The very economic decline that contributed to rural hospitals' closure is likely to be worsened by their disappearance.
Healthcare Systems & Policy
Dr. Glenda Wrenn of Morehouse School of Medicine discusses narratives of recovery and how journalists can do justice to the concept of resilience in their reporting.
This article was produced as a project for the USC Center for Health Journalism’s California Fellowship.
Other stories in the series include:
Tobacco companies put up a fight against California's Prop 56
UCLA SAFE program to help low income residents avoid second hand smoke
Climbing Fences: Obstacle
At its core, l’affaire EpiPen is not about a single drug maker making sky’s-the-limit profits. It’s about how we pay for pharmaceuticals, how we contain price increases, and ultimately, who gets to use the drugs.
A reporter explores what Obamacare has meant for the health of DACA recipients and their undocumented family members. For many such families, reform has result in a patchwork quilt of eligibility.
While California's Medicaid expansion has helped provide first-time health insurance to residents throughout the Central San Joaquin Valley, patients living in rural communities still face tremendous obstacles to actually receiving care.
Doctors see patients with cases of food poisoning all the time. But patients too rarely bother to report the incidents to their local health department. If they did, we'd all be happier diners.
The Federal Trade Commission and California Attorney General have spent more than three years examining the merger proposal to weigh antitrust concerns.

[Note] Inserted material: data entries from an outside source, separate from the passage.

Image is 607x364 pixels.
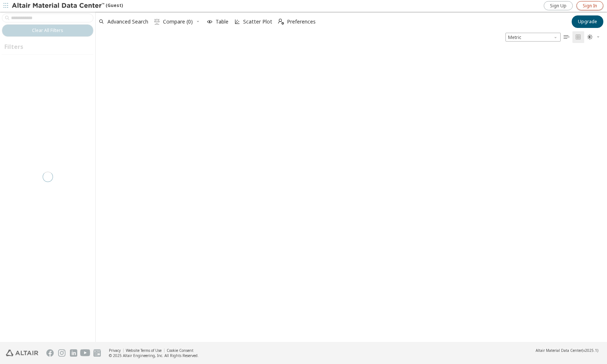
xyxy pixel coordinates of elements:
i:  [154,19,160,25]
button: Table View [561,31,572,43]
div: (Guest) [12,2,123,10]
div: © 2025 Altair Engineering, Inc. All Rights Reserved. [109,353,198,358]
span: Compare (0) [163,19,193,24]
a: Sign Up [544,1,573,10]
span: Scatter Plot [243,19,272,24]
span: Sign In [582,3,597,9]
div: (v2025.1) [536,348,598,353]
a: Website Terms of Use [126,348,161,353]
a: Sign In [577,1,603,10]
span: Metric [506,33,561,41]
span: Upgrade [578,19,597,25]
span: Altair Material Data Center [536,348,582,353]
img: Altair Material Data Center [12,2,106,10]
i:  [564,34,569,40]
span: Sign Up [550,3,566,9]
button: Theme [584,31,603,43]
span: Advanced Search [107,19,148,24]
a: Privacy [109,348,121,353]
a: Cookie Consent [166,348,194,353]
button: Tile View [572,31,584,43]
i:  [587,34,593,40]
i:  [575,34,581,40]
button: Upgrade [571,16,603,28]
div: Unit System [506,33,561,41]
img: Altair Engineering [6,350,39,356]
span: Preferences [287,19,315,24]
span: Table [215,19,228,24]
i:  [278,19,284,25]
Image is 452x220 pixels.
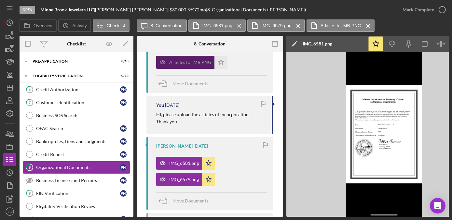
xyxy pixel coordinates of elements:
div: | 8. Organizational Documents ([PERSON_NAME]) [206,7,306,12]
a: 8Organizational DocumentsPN [23,161,130,174]
a: Business Licenses and PermitsPN [23,174,130,187]
a: 6Credit AuthorizationPN [23,83,130,96]
div: Eligibility Verification Review [36,204,130,209]
div: 72 mo [194,7,206,12]
div: | [40,7,95,12]
button: IMG_6581.png [188,20,246,32]
div: P N [120,99,126,106]
div: P N [120,86,126,93]
div: Bankruptcies, Liens and Judgments [36,139,120,144]
tspan: 6 [29,87,31,92]
label: Articles for MB.PNG [320,23,361,28]
div: Articles for MB.PNG [169,60,211,65]
div: Open Intercom Messenger [429,198,445,214]
time: 2025-09-15 20:40 [165,103,179,108]
span: $30,000 [169,7,186,12]
button: LC [3,205,16,218]
label: Checklist [107,23,125,28]
div: OFAC Search [36,126,120,131]
div: Credit Authorization [36,87,120,92]
p: Thank you [156,118,251,125]
div: P N [120,165,126,171]
div: You [156,103,164,108]
button: Checklist [93,20,129,32]
a: Bankruptcies, Liens and JudgmentsPN [23,135,130,148]
b: Minne Brook Jewelers LLC [40,7,94,12]
div: P N [120,178,126,184]
div: Eligibility Verification [33,74,112,78]
div: Mark Complete [402,3,434,16]
time: 2025-09-13 00:36 [193,144,208,149]
a: OFAC SearchPN [23,122,130,135]
button: Move Documents [156,76,215,92]
p: HI, please upload the articles of incorporation... [156,111,251,118]
button: Mark Complete [396,3,448,16]
a: Business SOS Search [23,109,130,122]
div: IMG_6581.png [302,41,332,46]
button: Move Documents [156,193,215,209]
button: Articles for MB.PNG [306,20,374,32]
button: Overview [20,20,57,32]
text: LC [8,210,12,214]
div: Organizational Documents [36,165,120,170]
div: P N [120,125,126,132]
div: Business SOS Search [36,113,130,118]
a: 9EIN VerificationPN [23,187,130,200]
label: Activity [72,23,86,28]
button: Activity [58,20,91,32]
div: Open [20,6,35,14]
label: Overview [33,23,52,28]
tspan: 8 [29,165,31,170]
div: Customer Identification [36,100,120,105]
div: Business Licenses and Permits [36,178,120,183]
button: IMG_6579.png [156,173,215,186]
span: Move Documents [172,198,208,204]
div: IMG_6581.png [169,161,199,166]
label: IMG_6581.png [202,23,232,28]
a: Eligibility Verification Review [23,200,130,213]
a: Credit ReportPN [23,148,130,161]
a: 7Customer IdentificationPN [23,96,130,109]
div: [PERSON_NAME] [PERSON_NAME] | [95,7,169,12]
div: Pre-Application [33,59,112,63]
div: Checklist [67,41,86,46]
label: 8. Conversation [151,23,182,28]
div: IMG_6579.png [169,177,199,182]
div: 8 / 10 [117,59,128,63]
span: Move Documents [172,81,208,86]
div: 0 / 13 [117,74,128,78]
button: IMG_6579.png [247,20,305,32]
div: P N [120,138,126,145]
tspan: 9 [29,191,31,196]
div: P N [120,151,126,158]
tspan: 7 [29,100,31,105]
button: IMG_6581.png [156,157,215,170]
button: 8. Conversation [137,20,187,32]
div: Credit Report [36,152,120,157]
div: 8. Conversation [194,41,226,46]
div: 9 % [188,7,194,12]
div: EIN Verification [36,191,120,196]
div: P N [120,191,126,197]
button: Articles for MB.PNG [156,56,227,69]
div: [PERSON_NAME] [156,144,192,149]
label: IMG_6579.png [261,23,291,28]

Breastfeeding rates have risen in recent years, but big differences remain between states. Here's a look at the latest numbers and why many moms still find it hard to breastfeed.
Here we check in with prominent health journalists and experts to see what sites, newsletters and social media feeds they turn to first every morning. This week, we caught up with Charles Ornstein, senior reporter for ProPublica.